The two-hour adventure film, shot in black and white, drew high praise at the Cannes Film Festival, along with an Academy Award nomination for best foreign-language film. (It opens in the United States on Wednesday.) It was Colombia’s first Oscar nomination, and though the film faces long odds against perceived front-runners from Hungary (“Son of Saul”) and France (“Mustang”), Mr. Guerra is something of a national hero in a country eager for attention unrelated to its drug lords and guerrilla fighters.
“There’s a huge flood of intellectual capital flourishing, now that theviolence is abating in Colombia, and this film is a big part of that,” saidWade Davis, an anthropologist and a protégé of Richard Evans Schultes, one of two ethnographers the film is loosely based on.
Few filmmakers have dared to shoot in the Amazon, and those who have done so usually hewed to the theme of the white man who succumbs to madness in the jungle.
Separate 20th-century journeys by two Westerners — Schultes and the social scientist Theodor Koch-Grünberg, who are here depicted in a hunt for a rare Amazonian plant — are the basis of Mr. Guerra’s film. Their stories are told through the eyes of a skeptical native guide named Karamakate, who is searching for his tribe after a massacre and watches as his culture is decimated by Western invaders.
Most of the film’s actors, including Nilbio Torres, who plays Karamakate as a young man, are members of the Cubeo and Wanano, tribes that mostly live in small towns in southern Colombia, along the Brazilian border, and “have a foot in both their world and ours,” Mr. Guerra said. Only one had acted before; Spanish was often their second language, if not their third.
Mr. Guerra spent three months training the cast in the art of performance, a process that he said was easier than he imagined because of the storytelling traditions of the tribe and their ability to listen. The script was written in Spanish, then translated — sometimes partly rewritten — by the actors into their own languages, nine in all.
Sometimes cultures meet gently in this film, as when Karamakate listens to Haydn’s “The Creation” oratorio, played quietly in the jungle on a portable phonograph. It’s a nod to “Fitzcarraldo,” in which the rubber baron blasts opera arias into the jungle as his boat spins out of control.
But mostly the cultures clash, a situation that becomes most real when Koch-Grünberg and Karamakate stumble across a group of children orphaned in an earlier massacre by rubber merchants. They are led by an aging monk, who beats Roman Catholicism into them with a whip and forbids their “demonic languages,” forcing them to speak Spanish.
Forty years later, when an older Karamakate returns, the scene is apocalyptic. A crucified body hangs from a tree. Catholicism and Spanish are gone, replaced by evangelical Christianity and Portuguese. The leader of these natives is another white man, who claims to be the messiah and talks of ordering his flock to commit mass suicide.
Mr. Guerra said that character and those scenes are based on the history of a 19th-century zealot named Anizetto, whose thousands of followers were put down by the Brazilian military.

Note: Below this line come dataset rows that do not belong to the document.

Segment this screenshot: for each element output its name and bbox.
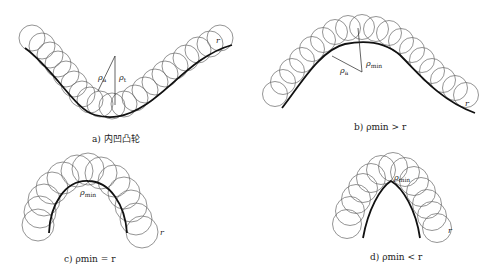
r-label-a: r — [216, 36, 221, 45]
roller-circle — [342, 185, 371, 214]
roller-circle — [207, 25, 233, 51]
rho-a-label-b: ρa — [339, 66, 349, 76]
rho-a-label-a: ρa — [97, 73, 107, 83]
r-label-d: r — [448, 226, 453, 235]
roller-circle — [36, 172, 68, 204]
roller-circle — [413, 190, 442, 219]
roller-circle — [28, 184, 60, 216]
roller-circle — [407, 178, 436, 207]
roller-circle — [336, 16, 361, 41]
caption-d: d) ρmin < r — [370, 252, 422, 262]
roller-circle — [311, 28, 336, 53]
roller-circle — [443, 76, 468, 101]
roller-circle — [280, 59, 305, 84]
roller-circle — [98, 165, 130, 197]
caption-b: b) ρmin > r — [354, 122, 406, 132]
panel-c: ρmin r — [22, 153, 165, 248]
roller-circles-d — [333, 153, 452, 243]
panel-d: ρmin r — [333, 153, 454, 243]
caption-c: c) ρmin = r — [64, 254, 115, 264]
roller-circle — [263, 82, 288, 107]
roller-circle — [349, 174, 378, 203]
rho-min-label-b: ρmin — [365, 59, 382, 69]
roller-circle — [37, 42, 63, 68]
rho-t-label-a: ρt — [118, 73, 127, 83]
cam-profile-a — [25, 45, 232, 117]
r-label-c: r — [160, 228, 165, 237]
cam-profile-d — [363, 181, 420, 238]
roller-circle — [377, 21, 402, 46]
panel-b: ρa ρmin r — [263, 15, 479, 114]
roller-circle — [418, 202, 447, 231]
roller-circle — [350, 15, 375, 40]
roller-circle — [357, 164, 386, 193]
roller-circles-c — [22, 153, 158, 248]
cam-profile-b — [282, 42, 475, 113]
roller-circle — [323, 20, 348, 45]
rho-min-line-b — [358, 28, 362, 72]
roller-circle — [173, 45, 199, 71]
rho-min-label-c: ρmin — [79, 188, 96, 198]
cam-roller-diagram: ρa ρt r ρa ρmin r ρmin r ρmin r — [0, 0, 485, 275]
roller-circle — [271, 70, 296, 95]
panel-a: ρa ρt r — [19, 25, 233, 119]
caption-a: a) 内凹凸轮 — [92, 132, 140, 145]
roller-circle — [364, 17, 389, 42]
rho-min-label-d: ρmin — [393, 173, 410, 183]
roller-circle — [126, 216, 158, 248]
r-label-b: r — [465, 99, 470, 108]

“It’s a phenomenon that has repeated itself many times there,” the director said. “The Amazon is a spiritual place. People there are deeply spiritual. And when someone strips away the indigenous spirituality that’s already there, it creates a vacuum that gets filled with fundamentalism and insanity.”
Mr. Guerra said he thought the film would be his first and last set in the Amazon.
Mr. Herzog, who returned to the jungle for a 1999 documentary, “My Best Fiend” (a reference to the actor Klaus Kinski), that recounted his ordeal making “Fitzcarraldo” and other films, now plays down the difficulties. In an email, he wrote: “No one should make a big deal about filming in the Amazon, it’s just another forest.”
Mr. Guerra has a different take.
He spoke of the Cerros de Mavicure, three stone mounds that make up part of an old geological formation called the Guayana Shield in southeastern Colombia. In the film’s final scene, Schultes and Karamakate climb the mounds and find the flowering plant they’ve been searching for. The Amazon forest stretches far into the distance.
“I see it as a place that is charged with power,” Mr. Guerra said.